Oh, how hard it is for the average Kansas City area newspaper reader to stay fully informed! The respective front pages of The Star and The New York Times brought that fact home very hard on Tuesday.
I suppose that if you have all day to sit around and watch CNN, MSNBC and Fox News Channel — and have the patience to wait out the advertisements for the stories that always seem to be coming “right after the break” — then you can stay fairly well-informed by watching the tube. And, of course, you can follow national and international developments on any number of Web sites….But if you rely on The Star (and, by extension, kansascity.com) for your news, you have a problem.
The problem is that The Star does a good job covering local stories — both breaking and enterprise (non-breaking) — but it no longer has a big enough “news hole” to provide adequate national and international coverage, and it places too high a premium on local news. Consider The Star’s Tuesday cover, which contained four stories, all written by Star staff members. The centerpiece was an interesting story about some towns in central Kansas that have had trouble giving away land for housing development. Another — a heartbreaker — followed up on Saturday’s U.S. 71 and Gregory crash that killed a 12-year-old boy. A third story, an expose of sorts, told how consumers are getting the shaft when buying underweight packages of frozen fish. The fourth story, the only one with a national perspective, previewed Friday’s national employment report.
Each of those stories was well done and merited front-page placement. But not all of them needed to run Tuesday. Only one, the follow-up on the crash, absolutely had to run Tuesday. It was timely and keenly important to local readers. Any of the other three could have held a day or two.
As a result of running all four, however, some very important national and international stories got downgraded and relegated to the inside pages. The biggest international story was the one out of Moscow, where female suicide bombers targeted two subway stations, killing at least 38 people. That story led The Times’ front page, highlighted by a four-column photo of a battered, soot-covered commuter. In The Star, an extremely truncated version of The Times’ subway bombings story was buried on A-9 under the curious and uninformative headline “Crackdown could be upshot.”
Another Times’ cover story was an excellent, in-depth follow-up on the Michigan militia screwballs, who, fortunately, were caught before they could wreak any havoc. Another story, reflecting The Times’ unparalleled skill at enterprise stories, chronicled the growing chasm between Afghanistan President Hamid Karzai and the Obama administration.
Rounding out The Times’ front page were less timely stories about states overloaded on debt; friction between scientists and weathercasters over the extent of global warming; and a feature on a man who is believed to be the last remaining homeless person who regularly sleeps in Times Square. So, only one story on The Times’ front was truly local.
I suggest The Star could and should have run on its front page either The Times’ full-length versions of the subway bombings or the Michigan militia story. Maybe both. Doing so would have given readers of The Star a less provincial, less insular perspective. The Star’s readers do not wear blinders; many are interested in — and want and deserve to know more about — national and international events and evolving situations.
For the last few years, The Times has been casting itself more and more as a national paper, and when you look at Tuesday’s fronts side by side — The Star and The Times — they reflected almost totally different universes. With one paper, you got primarily the Missouri-Kansas perspective; with the other, you got the national and world pictures.
That situation reflects today’s newspaper journalism: Most major American dailies focus on the local news and give relatively short shrift to national and international news, theorizing that, in the instant-information age, most readers will have been exposed to that upper-tier news by the time the paper hits the sidewalk. In my view, however, the paucity of national and international news in most major American dailies is one reason that you hear so many people say about their local paper, including The Star: “There’s nothing in it.”
In my opinion, The Star and other papers in that second tier — below The Times, the Wall Street Journal and, to a lesser extent, USA Today — would do better, both financially and for their stature in the public eye, to move to a better balance of local, national and international news. Most major metropolitan dailies have been pushing the “local, local, local” button for several years now, and I don’t think it has helped stanch the downward flow of circulation and ad sales.
If I were in charge at The Star, I would change the mix. And, after a year, if the new formula didn’t work — if circulation and ad revenue continued to drop — I’d resign. Of course, I don’t have time to run The Star; I’ve got a blog to write.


**Work instructions**.
Give back every entry below, exactly as written.

**Material provided**.

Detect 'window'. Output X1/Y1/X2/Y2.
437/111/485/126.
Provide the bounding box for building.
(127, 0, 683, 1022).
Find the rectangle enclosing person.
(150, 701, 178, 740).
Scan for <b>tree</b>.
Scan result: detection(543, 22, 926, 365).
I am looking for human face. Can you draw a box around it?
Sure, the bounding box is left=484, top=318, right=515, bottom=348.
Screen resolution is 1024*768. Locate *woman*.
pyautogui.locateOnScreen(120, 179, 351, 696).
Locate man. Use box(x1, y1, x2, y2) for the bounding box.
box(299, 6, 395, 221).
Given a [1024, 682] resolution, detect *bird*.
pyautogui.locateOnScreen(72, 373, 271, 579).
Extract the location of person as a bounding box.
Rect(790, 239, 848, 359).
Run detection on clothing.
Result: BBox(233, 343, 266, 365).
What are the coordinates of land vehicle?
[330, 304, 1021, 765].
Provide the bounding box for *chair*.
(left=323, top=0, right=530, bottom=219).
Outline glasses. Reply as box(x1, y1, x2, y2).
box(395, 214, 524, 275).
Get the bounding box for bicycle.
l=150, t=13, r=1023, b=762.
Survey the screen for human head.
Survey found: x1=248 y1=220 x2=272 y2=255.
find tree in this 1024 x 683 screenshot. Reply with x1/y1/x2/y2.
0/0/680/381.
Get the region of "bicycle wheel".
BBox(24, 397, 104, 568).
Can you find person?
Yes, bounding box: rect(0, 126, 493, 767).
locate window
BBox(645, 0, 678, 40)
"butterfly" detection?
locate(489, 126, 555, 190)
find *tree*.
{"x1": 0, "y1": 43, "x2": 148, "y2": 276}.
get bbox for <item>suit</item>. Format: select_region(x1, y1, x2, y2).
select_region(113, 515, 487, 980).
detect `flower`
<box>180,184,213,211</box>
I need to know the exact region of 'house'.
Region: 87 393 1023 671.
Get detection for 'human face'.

**Response area**.
Detect 'window'. Output X1/Y1/X2/Y2.
437/111/485/126.
Provide the bounding box for building.
(127, 0, 683, 1022).
Find the rectangle enclosing person.
(150, 701, 178, 740).
Scan for <b>tree</b>.
Scan result: detection(543, 22, 926, 365).
I am looking for human face. Can you draw a box around it?
Sure, the bounding box is left=484, top=318, right=515, bottom=348.
Screen resolution is 1024*768. Locate *woman*.
pyautogui.locateOnScreen(120, 179, 351, 696).
Locate man. Use box(x1, y1, x2, y2) for the bounding box.
box(299, 6, 395, 221).
Given a [1024, 682] resolution, detect *bird*.
pyautogui.locateOnScreen(72, 373, 271, 579).
Extract the location of person as a bounding box.
Rect(790, 239, 848, 359).
Run detection on clothing.
Result: BBox(233, 343, 266, 365).
What are the coordinates of land vehicle?
[330, 304, 1021, 765].
Provide the bounding box for *chair*.
(left=323, top=0, right=530, bottom=219).
Outline glasses. Reply as box(x1, y1, x2, y2).
box(395, 214, 524, 275).
Get the bounding box for bicycle.
l=150, t=13, r=1023, b=762.
Survey the screen for human head.
Survey found: x1=248 y1=220 x2=272 y2=255.
find tree in this 1024 x 683 screenshot. Reply with x1/y1/x2/y2.
0/0/680/381.
Get the region of "bicycle wheel".
BBox(24, 397, 104, 568).
Can you find person?
Yes, bounding box: rect(0, 126, 493, 767).
locate window
BBox(645, 0, 678, 40)
"butterfly" detection?
locate(489, 126, 555, 190)
find *tree*.
{"x1": 0, "y1": 43, "x2": 148, "y2": 276}.
get bbox for <item>suit</item>. Format: select_region(x1, y1, x2, y2).
select_region(113, 515, 487, 980).
detect `flower`
<box>180,184,213,211</box>
I need to know the exact region of 'house'.
Region: 87 393 1023 671.
Get detection for 'human face'.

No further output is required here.